Roma almost entirely in ash, from Eur to San Pietro, passing through the Aventine, the Colosseum, the Palatine, the Capitoline Hill. A thrilling photograph, which translates the possible outcome of the fire who have devastated and traveled theItalian no later than last year. In the 2023 107.231 hectares of our peninsula burned, as certified by the latest report drawn up by Joint Research Centre (Jrc) e European Commission. A territory as vast as almost the entire city of Rome (128.500 hectares). Or, if we want to make another comparison, as if Venice had burned in the fire at the same time as Milan, Turin, Florence, Genoa, Naples, adding up their surface area.
In total they were 1.378 fires in Italy last year. Ukraine aside, where the vastness of the fires (226.421 hectares) is weighed down by those caused by the ongoing war, Italy in Europe is second after Greece in terms of territory burned by flames (175.759 hectares) and accompanied on the podium by Spain (101.184 hectares).
Fires in 2023 in Italy, a third of agricultural land gone up in smoke
The European report highlights a detail: over 30 thousand hectares that went up in smoke concern Natura2000 sites, i.e. protected areas that need to be protected due to their particularity and fragility.
And the damage inevitably affects almost all of them agricultural sector. Of the 107.231 hectares lost causes fires, more than a third (36,3%) are recorded precisely on agricultural land, for a loss of 39.354 hectares which will not be able to produce. The multiplication of violent meteorological events in 2023 combined with fires - whether malicious or not - caused damage amounting to 6 billion in crops and infrastructure, Coldiretti certified in its final balance sheet for the year.

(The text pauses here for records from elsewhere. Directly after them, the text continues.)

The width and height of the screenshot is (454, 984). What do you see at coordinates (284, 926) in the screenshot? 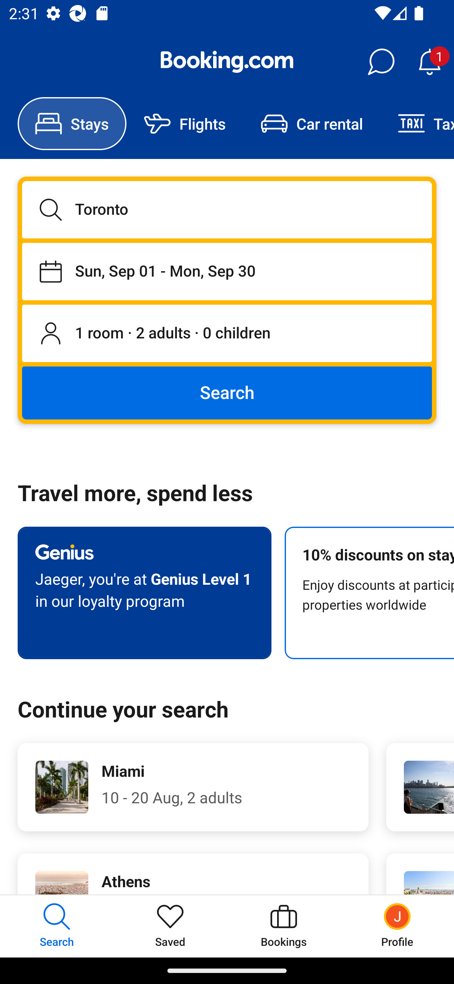
I see `Bookings` at bounding box center [284, 926].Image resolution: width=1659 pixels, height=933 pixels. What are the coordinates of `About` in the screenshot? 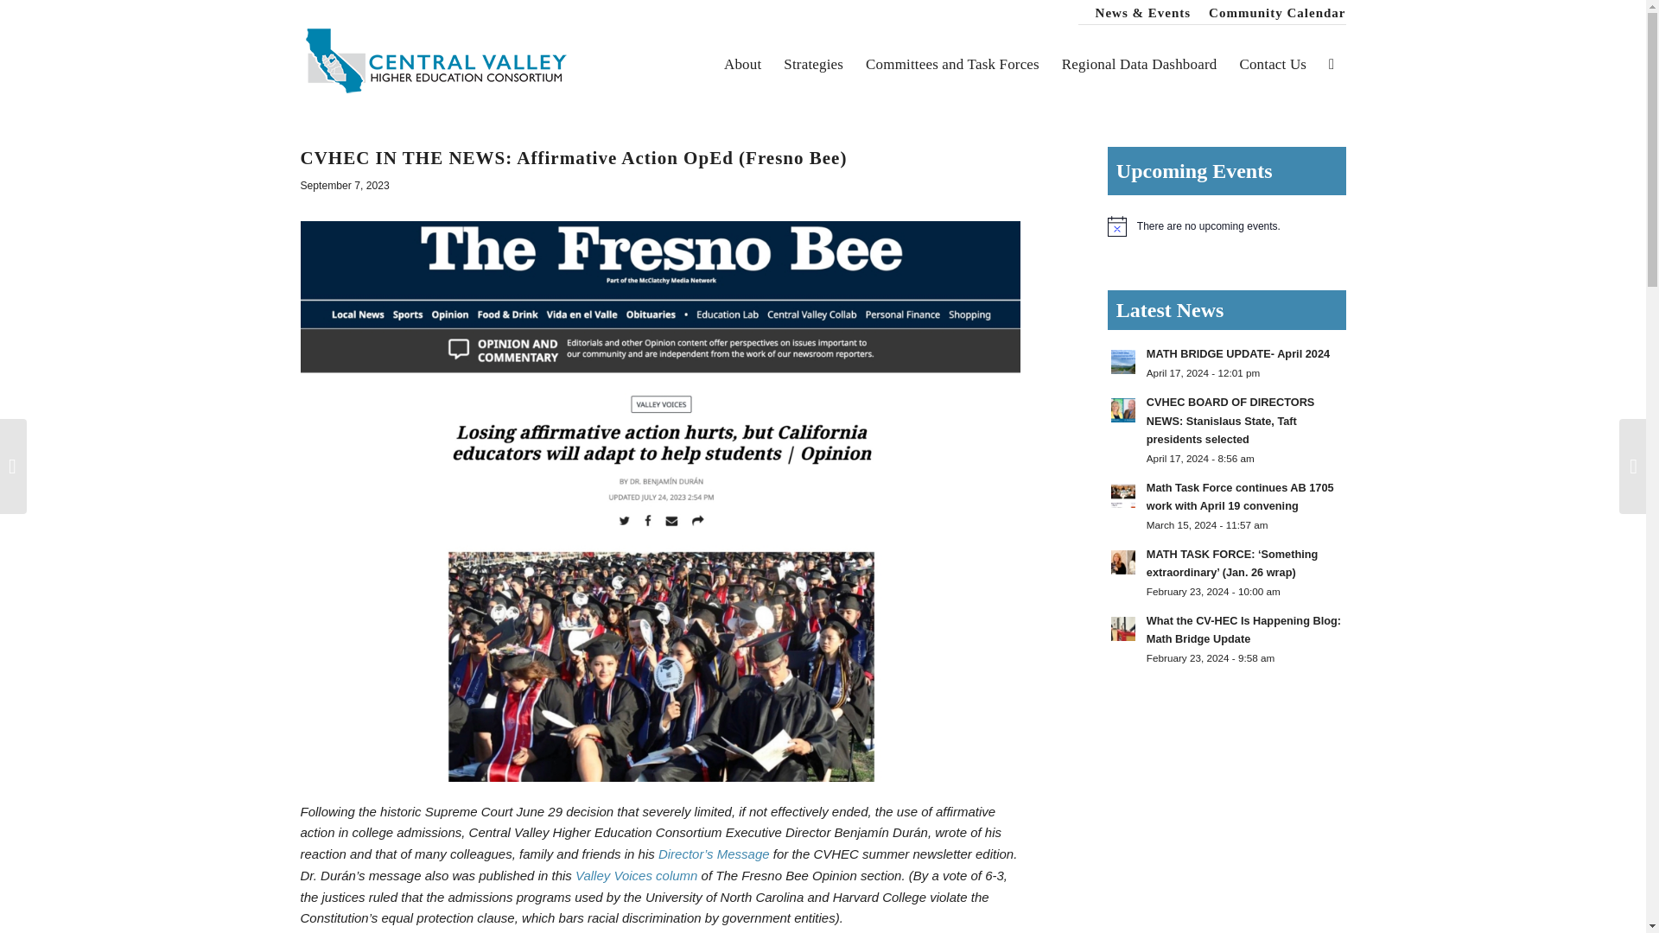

Some come from the community executive suggestions to prevent fires. One way may be to employ nature-based solutions such as vegetation management or through a greater preparazione using early warning systems for forest fires or be ready to deploy firefighting resources made available by the European Union through the EU Civil Protection Mechanism.
The suggestions apply to everyone, but in particular to our country. Because if it is true that in total in the EU in 2023 an area equal to approximately double the size of Luxembourg went up in flames - over half a million hectares, 504.002 - it is also true that a fifth of the devastated area was in Italy alone.